Fitting in in college
I went back to college as a mature student in my twenties. Never before had I felt old until I spent time in the Arts block in Trinity. (Also, never had I seen so many orange people. It was like the aftermath of some terrible Sunny D explosion.)
English students can be very intense. Very arty. Very interesting with their outfit choices. . Sometimes they cry -usually while reading. I would catch students alone in one the small gardens reading (bonus points if it’s Ulysses) photogenically and utterly engrossed (extra bonus points if up one of the trees). “I’m in Trinity. I’m wearing tight jeans. I’m smoking a pipe. Ironically.”
Now do not think I’m against Trinity students or intense artiness, far from it. I wanted to be one. I wanted to be intense and have views about stuff. I wanted to care about issues and be… earnest. However that was not possible. I don’t care. I’m apathetic and lazy. I’ll just go along with my friend’s points of view and beliefs because I assume they’ve considered them better than I have. I look at politicians and protesters and students in tutorials and think “It must be exhausting having all those opinions.”
One day I forgot my glasses and was squinting at the wall trying to see the time. I looked at a young man with an auburn afro and he flinched. Slightly concerned, I made the same face in the bathroom mirror and discovered I looked like an angry monkey crossed with Gollum. Like the troll of the arts block.
I now feel like perhaps I was just having some sort of quarter life crisis - the sudden and shocking realisation that I was no longer 16. I remedied this by buying leather and bleaching my hair platinum blonde. I once wore leather thigh high boots to a history lecture with a dress and leather jacket and grunged up eye makeup. I went from Arts block troll to Arts block (down on her luck) Hooker. Fitting in is hard.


## The problem
This exercise calls for an exact transcription. Set down every record below.

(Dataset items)
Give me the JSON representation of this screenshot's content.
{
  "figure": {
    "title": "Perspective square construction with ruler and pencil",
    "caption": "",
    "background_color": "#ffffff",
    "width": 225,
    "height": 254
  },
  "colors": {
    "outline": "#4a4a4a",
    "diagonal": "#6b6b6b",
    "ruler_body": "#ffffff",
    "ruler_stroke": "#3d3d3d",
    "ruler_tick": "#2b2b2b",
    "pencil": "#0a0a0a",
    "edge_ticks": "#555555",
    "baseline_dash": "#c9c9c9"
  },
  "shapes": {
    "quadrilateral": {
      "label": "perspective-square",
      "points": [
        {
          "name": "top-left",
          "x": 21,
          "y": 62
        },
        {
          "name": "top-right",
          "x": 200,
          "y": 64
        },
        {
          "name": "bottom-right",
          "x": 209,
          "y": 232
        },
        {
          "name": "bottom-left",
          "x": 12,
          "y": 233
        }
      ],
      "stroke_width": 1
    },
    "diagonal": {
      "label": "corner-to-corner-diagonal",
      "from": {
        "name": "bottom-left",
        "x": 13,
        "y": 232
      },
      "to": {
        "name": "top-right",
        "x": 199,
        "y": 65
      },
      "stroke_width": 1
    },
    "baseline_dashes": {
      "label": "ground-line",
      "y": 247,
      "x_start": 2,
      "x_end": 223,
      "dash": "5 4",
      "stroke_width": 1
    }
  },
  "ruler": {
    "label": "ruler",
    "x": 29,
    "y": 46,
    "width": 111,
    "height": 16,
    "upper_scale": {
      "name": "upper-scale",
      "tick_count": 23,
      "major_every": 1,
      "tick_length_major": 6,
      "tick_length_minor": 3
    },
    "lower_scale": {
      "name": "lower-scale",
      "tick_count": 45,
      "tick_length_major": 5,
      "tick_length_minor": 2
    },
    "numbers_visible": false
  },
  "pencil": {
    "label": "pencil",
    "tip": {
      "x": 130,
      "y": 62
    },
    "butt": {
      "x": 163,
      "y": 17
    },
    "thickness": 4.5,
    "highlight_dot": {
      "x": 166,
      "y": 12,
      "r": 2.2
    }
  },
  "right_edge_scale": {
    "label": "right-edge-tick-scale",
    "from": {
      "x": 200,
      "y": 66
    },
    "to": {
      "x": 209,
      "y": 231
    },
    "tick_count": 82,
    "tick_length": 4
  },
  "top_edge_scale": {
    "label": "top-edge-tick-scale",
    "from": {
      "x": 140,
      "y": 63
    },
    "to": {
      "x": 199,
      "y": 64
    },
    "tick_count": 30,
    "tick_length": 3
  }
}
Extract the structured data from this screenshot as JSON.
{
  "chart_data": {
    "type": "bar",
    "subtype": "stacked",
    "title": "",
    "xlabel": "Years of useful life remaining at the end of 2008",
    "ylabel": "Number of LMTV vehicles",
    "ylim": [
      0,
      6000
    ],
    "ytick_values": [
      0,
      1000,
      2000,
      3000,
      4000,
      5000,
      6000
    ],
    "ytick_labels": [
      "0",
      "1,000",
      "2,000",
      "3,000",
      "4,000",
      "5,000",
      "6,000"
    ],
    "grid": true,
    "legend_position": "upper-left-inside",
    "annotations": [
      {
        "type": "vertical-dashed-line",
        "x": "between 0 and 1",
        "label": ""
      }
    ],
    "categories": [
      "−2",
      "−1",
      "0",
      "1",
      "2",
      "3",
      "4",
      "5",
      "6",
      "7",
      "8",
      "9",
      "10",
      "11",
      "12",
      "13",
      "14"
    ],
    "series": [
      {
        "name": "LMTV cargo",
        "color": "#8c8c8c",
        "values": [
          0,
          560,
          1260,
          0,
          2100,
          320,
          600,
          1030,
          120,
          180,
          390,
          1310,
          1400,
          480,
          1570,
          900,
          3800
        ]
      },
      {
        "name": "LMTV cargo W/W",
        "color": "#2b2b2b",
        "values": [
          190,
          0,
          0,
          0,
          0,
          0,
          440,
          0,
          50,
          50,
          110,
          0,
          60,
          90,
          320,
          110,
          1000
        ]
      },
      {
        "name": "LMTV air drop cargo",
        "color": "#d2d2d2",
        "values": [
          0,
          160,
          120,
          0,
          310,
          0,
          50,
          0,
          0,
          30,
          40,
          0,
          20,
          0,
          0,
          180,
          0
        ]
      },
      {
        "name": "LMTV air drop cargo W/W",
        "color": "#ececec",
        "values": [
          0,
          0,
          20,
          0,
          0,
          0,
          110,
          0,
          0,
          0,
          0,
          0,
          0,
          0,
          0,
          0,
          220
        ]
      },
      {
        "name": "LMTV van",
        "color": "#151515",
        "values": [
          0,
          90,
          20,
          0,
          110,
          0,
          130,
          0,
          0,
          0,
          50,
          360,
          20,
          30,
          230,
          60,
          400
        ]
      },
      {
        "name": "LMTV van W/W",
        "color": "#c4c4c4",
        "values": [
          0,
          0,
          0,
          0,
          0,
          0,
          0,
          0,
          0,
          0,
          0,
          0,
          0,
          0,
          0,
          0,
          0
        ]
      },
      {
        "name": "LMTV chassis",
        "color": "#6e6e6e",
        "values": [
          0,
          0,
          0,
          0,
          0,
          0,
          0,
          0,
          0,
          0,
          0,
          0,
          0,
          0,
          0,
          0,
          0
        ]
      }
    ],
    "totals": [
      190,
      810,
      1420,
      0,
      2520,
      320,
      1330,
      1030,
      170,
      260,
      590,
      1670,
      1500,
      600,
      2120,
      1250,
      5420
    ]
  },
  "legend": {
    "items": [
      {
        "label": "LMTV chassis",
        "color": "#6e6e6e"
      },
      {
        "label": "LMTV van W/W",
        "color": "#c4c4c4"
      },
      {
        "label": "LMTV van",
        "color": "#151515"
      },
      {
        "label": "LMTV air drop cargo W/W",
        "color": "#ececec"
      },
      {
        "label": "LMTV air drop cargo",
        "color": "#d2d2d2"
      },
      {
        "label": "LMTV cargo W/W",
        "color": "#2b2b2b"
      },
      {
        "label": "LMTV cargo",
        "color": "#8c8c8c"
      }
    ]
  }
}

## Reply to the task
Give me the JSON representation of this screenshot's content.
{
  "figure": {
    "title": "Perspective square construction with ruler and pencil",
    "caption": "",
    "background_color": "#ffffff",
    "width": 225,
    "height": 254
  },
  "colors": {
    "outline": "#4a4a4a",
    "diagonal": "#6b6b6b",
    "ruler_body": "#ffffff",
    "ruler_stroke": "#3d3d3d",
    "ruler_tick": "#2b2b2b",
    "pencil": "#0a0a0a",
    "edge_ticks": "#555555",
    "baseline_dash": "#c9c9c9"
  },
  "shapes": {
    "quadrilateral": {
      "label": "perspective-square",
      "points": [
        {
          "name": "top-left",
          "x": 21,
          "y": 62
        },
        {
          "name": "top-right",
          "x": 200,
          "y": 64
        },
        {
          "name": "bottom-right",
          "x": 209,
          "y": 232
        },
        {
          "name": "bottom-left",
          "x": 12,
          "y": 233
        }
      ],
      "stroke_width": 1
    },
    "diagonal": {
      "label": "corner-to-corner-diagonal",
      "from": {
        "name": "bottom-left",
        "x": 13,
        "y": 232
      },
      "to": {
        "name": "top-right",
        "x": 199,
        "y": 65
      },
      "stroke_width": 1
    },
    "baseline_dashes": {
      "label": "ground-line",
      "y": 247,
      "x_start": 2,
      "x_end": 223,
      "dash": "5 4",
      "stroke_width": 1
    }
  },
  "ruler": {
    "label": "ruler",
    "x": 29,
    "y": 46,
    "width": 111,
    "height": 16,
    "upper_scale": {
      "name": "upper-scale",
      "tick_count": 23,
      "major_every": 1,
      "tick_length_major": 6,
      "tick_length_minor": 3
    },
    "lower_scale": {
      "name": "lower-scale",
      "tick_count": 45,
      "tick_length_major": 5,
      "tick_length_minor": 2
    },
    "numbers_visible": false
  },
  "pencil": {
    "label": "pencil",
    "tip": {
      "x": 130,
      "y": 62
    },
    "butt": {
      "x": 163,
      "y": 17
    },
    "thickness": 4.5,
    "highlight_dot": {
      "x": 166,
      "y": 12,
      "r": 2.2
    }
  },
  "right_edge_scale": {
    "label": "right-edge-tick-scale",
    "from": {
      "x": 200,
      "y": 66
    },
    "to": {
      "x": 209,
      "y": 231
    },
    "tick_count": 82,
    "tick_length": 4
  },
  "top_edge_scale": {
    "label": "top-edge-tick-scale",
    "from": {
      "x": 140,
      "y": 63
    },
    "to": {
      "x": 199,
      "y": 64
    },
    "tick_count": 30,
    "tick_length": 3
  }
}
Extract the structured data from this screenshot as JSON.
{
  "chart_data": {
    "type": "bar",
    "subtype": "stacked",
    "title": "",
    "xlabel": "Years of useful life remaining at the end of 2008",
    "ylabel": "Number of LMTV vehicles",
    "ylim": [
      0,
      6000
    ],
    "ytick_values": [
      0,
      1000,
      2000,
      3000,
      4000,
      5000,
      6000
    ],
    "ytick_labels": [
      "0",
      "1,000",
      "2,000",
      "3,000",
      "4,000",
      "5,000",
      "6,000"
    ],
    "grid": true,
    "legend_position": "upper-left-inside",
    "annotations": [
      {
        "type": "vertical-dashed-line",
        "x": "between 0 and 1",
        "label": ""
      }
    ],
    "categories": [
      "−2",
      "−1",
      "0",
      "1",
      "2",
      "3",
      "4",
      "5",
      "6",
      "7",
      "8",
      "9",
      "10",
      "11",
      "12",
      "13",
      "14"
    ],
    "series": [
      {
        "name": "LMTV cargo",
        "color": "#8c8c8c",
        "values": [
          0,
          560,
          1260,
          0,
          2100,
          320,
          600,
          1030,
          120,
          180,
          390,
          1310,
          1400,
          480,
          1570,
          900,
          3800
        ]
      },
      {
        "name": "LMTV cargo W/W",
        "color": "#2b2b2b",
        "values": [
          190,
          0,
          0,
          0,
          0,
          0,
          440,
          0,
          50,
          50,
          110,
          0,
          60,
          90,
          320,
          110,
          1000
        ]
      },
      {
        "name": "LMTV air drop cargo",
        "color": "#d2d2d2",
        "values": [
          0,
          160,
          120,
          0,
          310,
          0,
          50,
          0,
          0,
          30,
          40,
          0,
          20,
          0,
          0,
          180,
          0
        ]
      },
      {
        "name": "LMTV air drop cargo W/W",
        "color": "#ececec",
        "values": [
          0,
          0,
          20,
          0,
          0,
          0,
          110,
          0,
          0,
          0,
          0,
          0,
          0,
          0,
          0,
          0,
          220
        ]
      },
      {
        "name": "LMTV van",
        "color": "#151515",
        "values": [
          0,
          90,
          20,
          0,
          110,
          0,
          130,
          0,
          0,
          0,
          50,
          360,
          20,
          30,
          230,
          60,
          400
        ]
      },
      {
        "name": "LMTV van W/W",
        "color": "#c4c4c4",
        "values": [
          0,
          0,
          0,
          0,
          0,
          0,
          0,
          0,
          0,
          0,
          0,
          0,
          0,
          0,
          0,
          0,
          0
        ]
      },
      {
        "name": "LMTV chassis",
        "color": "#6e6e6e",
        "values": [
          0,
          0,
          0,
          0,
          0,
          0,
          0,
          0,
          0,
          0,
          0,
          0,
          0,
          0,
          0,
          0,
          0
        ]
      }
    ],
    "totals": [
      190,
      810,
      1420,
      0,
      2520,
      320,
      1330,
      1030,
      170,
      260,
      590,
      1670,
      1500,
      600,
      2120,
      1250,
      5420
    ]
  },
  "legend": {
    "items": [
      {
        "label": "LMTV chassis",
        "color": "#6e6e6e"
      },
      {
        "label": "LMTV van W/W",
        "color": "#c4c4c4"
      },
      {
        "label": "LMTV van",
        "color": "#151515"
      },
      {
        "label": "LMTV air drop cargo W/W",
        "color": "#ececec"
      },
      {
        "label": "LMTV air drop cargo",
        "color": "#d2d2d2"
      },
      {
        "label": "LMTV cargo W/W",
        "color": "#2b2b2b"
      },
      {
        "label": "LMTV cargo",
        "color": "#8c8c8c"
      }
    ]
  }
}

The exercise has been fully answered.